North America’s largest coal-fired power plant, and biggest producer of greenhouse gasses, is burning no more.

Nanticoke generating station was once a critical piece of Ontario’s power supply. Since the late 1970s its eight massive boilers produced thousands of megawatts of power and consumed countless tonnes of coal.

Jack Gibbons, from the Ontario Clean Air Alliance, said they began their campaign to rid Ontario of coal power 17 years ago and the closure of Nanticoke is a significant win for the campaign.

“It was Ontario’s number one smog polluter and Canada’s number one greenhouse gas emitter,” Gibbons said. “It was also Ontario’s number one source of airborne mercury emissions, which is a potent neurotoxin.

In 2009 Ontario Power Generation began to phase out the plant, closing four of its boilers. In January 2014 its last fire burned out, almost a year ahead of schedule.
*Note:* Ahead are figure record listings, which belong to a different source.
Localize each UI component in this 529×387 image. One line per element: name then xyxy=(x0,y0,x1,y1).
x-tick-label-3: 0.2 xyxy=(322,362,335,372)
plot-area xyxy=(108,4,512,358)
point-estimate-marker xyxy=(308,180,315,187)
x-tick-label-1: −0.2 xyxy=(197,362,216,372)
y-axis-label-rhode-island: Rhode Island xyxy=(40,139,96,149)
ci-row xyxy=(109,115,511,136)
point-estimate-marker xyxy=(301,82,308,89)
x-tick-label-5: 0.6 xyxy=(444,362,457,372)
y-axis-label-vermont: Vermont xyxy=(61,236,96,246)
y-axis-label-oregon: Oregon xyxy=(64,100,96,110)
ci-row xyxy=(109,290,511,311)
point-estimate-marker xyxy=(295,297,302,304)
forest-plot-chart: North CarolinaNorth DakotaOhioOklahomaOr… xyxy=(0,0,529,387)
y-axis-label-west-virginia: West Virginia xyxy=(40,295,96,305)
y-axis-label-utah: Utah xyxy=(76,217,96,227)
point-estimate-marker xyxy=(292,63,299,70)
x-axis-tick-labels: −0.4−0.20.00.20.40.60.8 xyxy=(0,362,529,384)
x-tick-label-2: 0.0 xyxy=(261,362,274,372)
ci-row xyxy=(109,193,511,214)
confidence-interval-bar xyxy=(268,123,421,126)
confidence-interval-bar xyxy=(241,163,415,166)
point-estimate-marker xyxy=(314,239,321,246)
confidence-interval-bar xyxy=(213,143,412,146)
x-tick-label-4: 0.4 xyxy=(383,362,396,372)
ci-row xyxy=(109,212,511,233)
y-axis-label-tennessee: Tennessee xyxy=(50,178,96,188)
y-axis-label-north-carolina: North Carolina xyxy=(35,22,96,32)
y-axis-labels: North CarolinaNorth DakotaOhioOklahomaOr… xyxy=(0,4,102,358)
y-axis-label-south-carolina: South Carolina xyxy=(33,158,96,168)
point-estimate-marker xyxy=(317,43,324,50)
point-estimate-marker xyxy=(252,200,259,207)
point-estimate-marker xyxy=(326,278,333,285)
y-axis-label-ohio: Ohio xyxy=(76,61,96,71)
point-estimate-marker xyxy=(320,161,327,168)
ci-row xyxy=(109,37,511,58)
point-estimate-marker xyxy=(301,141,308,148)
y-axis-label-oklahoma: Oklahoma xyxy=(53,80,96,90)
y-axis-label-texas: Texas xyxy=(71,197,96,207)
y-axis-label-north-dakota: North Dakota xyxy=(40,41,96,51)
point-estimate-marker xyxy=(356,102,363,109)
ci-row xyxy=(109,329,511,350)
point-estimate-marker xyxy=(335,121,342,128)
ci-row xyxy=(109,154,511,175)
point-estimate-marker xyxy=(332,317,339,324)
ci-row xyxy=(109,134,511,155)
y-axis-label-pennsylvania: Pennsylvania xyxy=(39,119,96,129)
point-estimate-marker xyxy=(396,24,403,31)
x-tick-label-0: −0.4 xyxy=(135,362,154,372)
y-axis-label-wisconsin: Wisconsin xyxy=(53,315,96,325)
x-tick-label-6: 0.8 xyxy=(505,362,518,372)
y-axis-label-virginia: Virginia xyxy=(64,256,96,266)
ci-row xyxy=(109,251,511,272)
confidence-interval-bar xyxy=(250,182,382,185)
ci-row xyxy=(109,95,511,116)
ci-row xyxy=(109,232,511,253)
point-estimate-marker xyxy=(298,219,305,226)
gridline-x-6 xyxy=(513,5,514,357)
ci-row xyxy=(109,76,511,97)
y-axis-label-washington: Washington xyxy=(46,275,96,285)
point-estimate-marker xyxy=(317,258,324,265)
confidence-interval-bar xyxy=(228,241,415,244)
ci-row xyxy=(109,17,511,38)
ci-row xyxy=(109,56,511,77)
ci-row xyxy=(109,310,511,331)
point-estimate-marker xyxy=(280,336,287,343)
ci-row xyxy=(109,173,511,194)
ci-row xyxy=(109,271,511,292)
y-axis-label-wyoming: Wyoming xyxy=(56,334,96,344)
But the closure of Nanticoke wasn’t with out its opponents. It was one of the biggest employers in the region.

Craig Manley is the general manager of planning and economic development for Haldimand County where Nanticoke sits on the edge of Lake Erie. The area directly affected by the shutdown.

He said the closure was gradual, a few boilers at a time, which helped to mitigate the impact.
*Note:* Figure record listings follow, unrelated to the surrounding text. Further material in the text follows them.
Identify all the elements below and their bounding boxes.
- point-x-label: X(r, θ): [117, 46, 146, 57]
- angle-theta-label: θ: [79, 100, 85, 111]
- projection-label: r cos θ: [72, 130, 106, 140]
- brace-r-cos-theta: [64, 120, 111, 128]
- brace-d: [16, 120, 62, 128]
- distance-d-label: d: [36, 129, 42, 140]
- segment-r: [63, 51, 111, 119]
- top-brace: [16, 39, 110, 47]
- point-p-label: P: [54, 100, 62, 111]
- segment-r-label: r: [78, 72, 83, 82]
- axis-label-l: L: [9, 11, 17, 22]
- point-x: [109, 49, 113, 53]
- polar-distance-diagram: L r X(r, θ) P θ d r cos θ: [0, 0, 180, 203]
Note: The most recent data set is from 2012.

“As a major employer, it was an important part of our tax base,” Manley said. “And certainly we don’t see the degree of impact at this stage of the game, but we do anticipate that there will be a reduced revenue stream to the municipality.”

Only a handful of employees remain out of the 600 or so that worked at Nanticoke, said Manley. Their job is to keep Nanticoke from falling into ruin case Ontario Power Generation, which owns the plant, decides they need to convert some of the boilers to gas or biomass burners.

Something Manley said Haldimand County wants to see happen.

“We’ve always taken the perspective that there’s been a lot of public sector investment in both the facility and the transition network that leads into the province,” Manley said. “And we feel there are opportunities in the long term to reposition that for natural gas or biomass or combination thereof.”

But Gibbons from the Ontario Clean Air Alliance would rather see the plant torn down.

“It’s an old plant with old boilers and if they were to burn biomass it would be a very inefficient use of biomass,” Gibbons said.

Ontario Power Generation’s director of corporate relations and communication, Bill McKinlay, said there is a chance some of the boilers could be converted.

“It depends on the need for the electricity in the future,” McKinlay said. “It’s a decision that would be made by the Ontario power authority. But what converting to gas offers is very quick ramp rates, so you can bring a station on quickly to meet peak demand and then pull it back.”

McKinlay says that 95 per cent of Ontario’s energy comes from sources that do not emit greenhouse gas, including nuclear power.

Gibbons says he’s looking forward to the end of the 17-year struggle to end coal-fired power in the province.

“Ontario is virtually coal free. There’s still the Thunder Bay coal plant, which is going to be converted to biomass later this year,” Gibbons said. “But southern Ontario is coal free and all of Ontario will be coal free by the end of this year.”